Friday, July 09, 2010

Wingnuts: How the Lunatic Fringe is Hijacking America by John Avlon

Everybody is familiar with the concept of "talking heads" and everybody knows that these days, there are plenty of political pundits taking up time on the airwaves, and on the internet. Rush Limbaugh, Sean Hannity, Sarah Palin, Glenn Beck, Keith Olbermann... the list goes on and seems endless. But do such people add anything to public discourse?

No, and pretty much everyone knows it. Author John Avlon, writer for the Daily Beast, points out what pretty much everyone knows- not only do all these talkers add absolutely nothing to public discourse, they stop public discourse by spreading hate and anger and never coming up with any kind of concrete solutions to the problems they are so enraged about.

Thanks to Wingnuts on both the left and the right, "public discourse" has fallen to a very narrow band of hate on both sides, with little or no room in the center for people to come together to solve the problems that everyone is screaming about. It has polarized both political parties, but especially on the Republican side, where anyone crossing the aisle to try and work with Democrats is labeled a RINO (Republican In Name Only) and castigated by the rest of the party for what is seen as their perfidy in being able to work with the other party instead of trying to stop dead anything they are trying to do.

And now, the madness has spread to some of the Democrats as well, labeling their own members DINOs (no guesses as to what that means). Members of both parties seem bent on kicking out anyone they see as "unfaithful", and some on the Republican side will actually work against their own party members by refusing to back them or help them out with money from the RNC, even if a member from an opposing party wins the election. Better Pure than in Power, now-popular wisdom seems to say.

But by doing so, they risk alienating the centrists, of whom there are more in this country than extreme left or right-wingers, and the centrists, it seems, are growing disillusioned with both extremes.

More than just the extremes on both sides are profiled in this book, but the extreme fringes of wingnuttery- birthers, truthers, teabaggers, hatriots, and those who propose a secession from the United States. More than just talk about them, Avlon actually interviews many of these people. Despite the teabaggers claiming not to be about race, why, when you look around events they put on, are the participants all or 99% white? He speaks with a preacher who is praying for Barrack Obama to die (along with his entire family, it needs be said), who sees nothing wrong with doing so.

But all is not gloom and doom. At the end of the book, Avlon devotes a chapter for how we as a nation can escape the echo chamber and, if not put an end to the Wingnuttery, how to mostly eliminate it from public discourse, and how to keep it from poisoning the well. Unfortunately, it comes across as small beans after many chapters devoted to showing how nutty, bigoted and hateful some people can be. It was little comfort after reading all those pages of hate and the people who espouse it.

I found this an interesting and informative book. Avlon doesn't just tell talk about the Wingnuts, he lets them speak in their own words, showing rather than telling us the craziness. In a way, that just makes it worse. And while most of this book is devoted to rightwing wingnuttery, the left-wing isn't left out of the equation. But one definitely gets the feeling that the right wing wingnuttery is larger and more firmly entrenched.

Reading this book is something of a recipe for feeling hopeless, because no matter how bad you *thought* it was, you can find something or someone even worse in this book. A lot of this stuff just made me shake my head, but there are reasons to hope. Avlon points out that Independents are outgrowing both parties, and that there are more people who are centrists than there are on either far end of the political spectrum. Seeking to purge the parties of any but the "One, true faithful" will create smaller parties less likely to win elections.

This is an interesting book that would likely be interesting to a great many people. It doesn't matter which side you are on, it's more than likely that at least one sacred ox on your side will be gored, right or left. If you have a hard time with this, or you are suffering from Bush Derangement Syndrome or Obama Derangement Syndrome, you may get upset at some of what is said in the book. But the right *not* to be offended is not a right in America, no matter how some people may feel. Highly recommended.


• [Assignment] In the data, extract each line that holds the string "lateral".

• [Extracted information]
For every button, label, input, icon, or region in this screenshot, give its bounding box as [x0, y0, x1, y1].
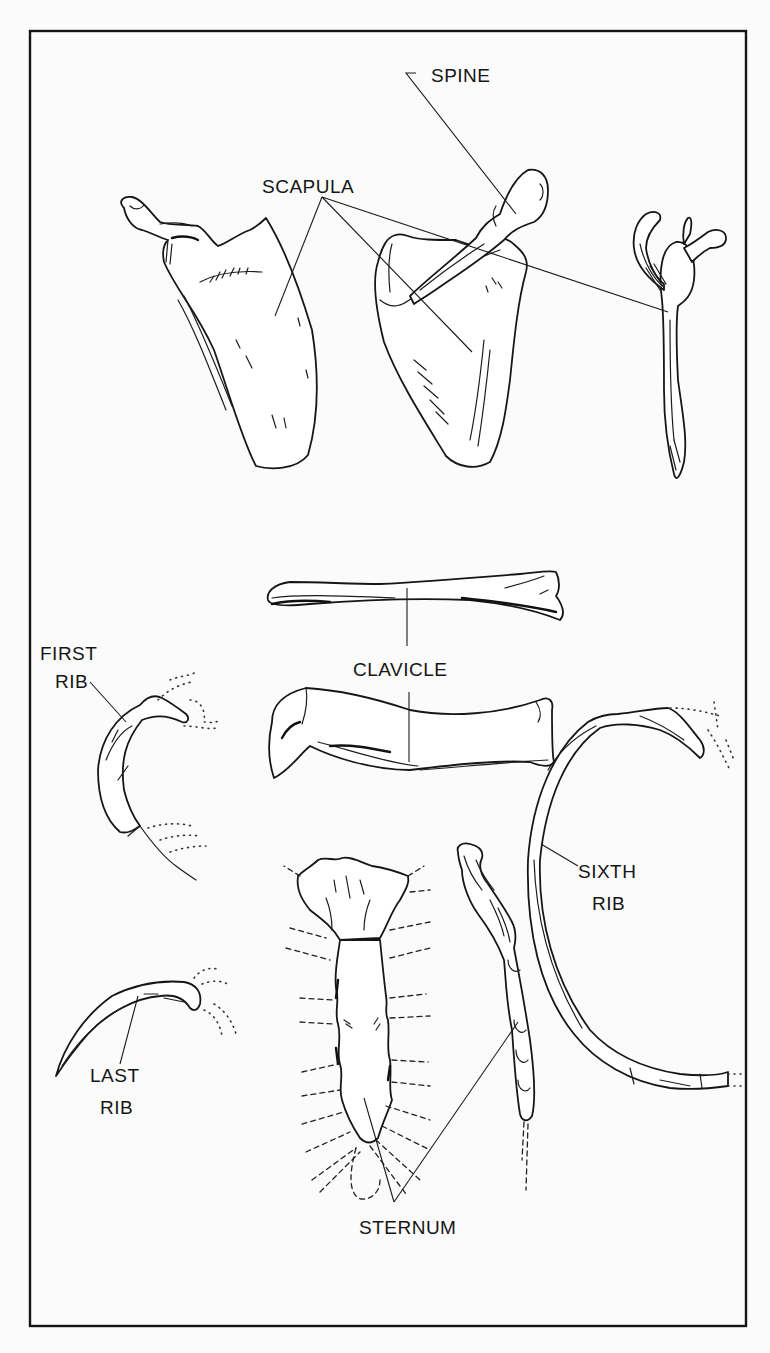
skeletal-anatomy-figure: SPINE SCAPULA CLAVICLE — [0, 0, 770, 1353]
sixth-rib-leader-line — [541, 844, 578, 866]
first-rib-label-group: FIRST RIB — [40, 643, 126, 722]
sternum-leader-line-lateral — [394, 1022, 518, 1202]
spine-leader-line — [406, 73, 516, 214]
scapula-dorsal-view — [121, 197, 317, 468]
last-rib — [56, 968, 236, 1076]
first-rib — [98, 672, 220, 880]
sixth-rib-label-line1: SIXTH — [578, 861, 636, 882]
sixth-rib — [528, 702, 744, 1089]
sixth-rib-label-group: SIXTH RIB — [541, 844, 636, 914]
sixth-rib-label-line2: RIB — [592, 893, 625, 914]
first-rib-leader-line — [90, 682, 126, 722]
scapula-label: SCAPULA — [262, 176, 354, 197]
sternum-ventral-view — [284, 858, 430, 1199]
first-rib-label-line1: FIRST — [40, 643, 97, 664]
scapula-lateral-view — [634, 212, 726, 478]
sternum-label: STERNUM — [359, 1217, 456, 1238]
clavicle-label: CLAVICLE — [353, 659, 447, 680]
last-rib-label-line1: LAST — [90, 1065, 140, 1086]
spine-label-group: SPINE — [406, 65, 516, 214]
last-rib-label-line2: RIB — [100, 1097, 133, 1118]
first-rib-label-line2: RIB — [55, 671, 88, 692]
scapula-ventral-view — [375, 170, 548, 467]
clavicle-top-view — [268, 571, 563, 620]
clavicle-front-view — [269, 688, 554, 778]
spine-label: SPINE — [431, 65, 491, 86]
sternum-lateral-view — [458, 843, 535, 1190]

• [Task solution]
sternum-leader-line-lateral — [394, 1022, 518, 1202]
scapula-lateral-view — [634, 212, 726, 478]
sternum-lateral-view — [458, 843, 535, 1190]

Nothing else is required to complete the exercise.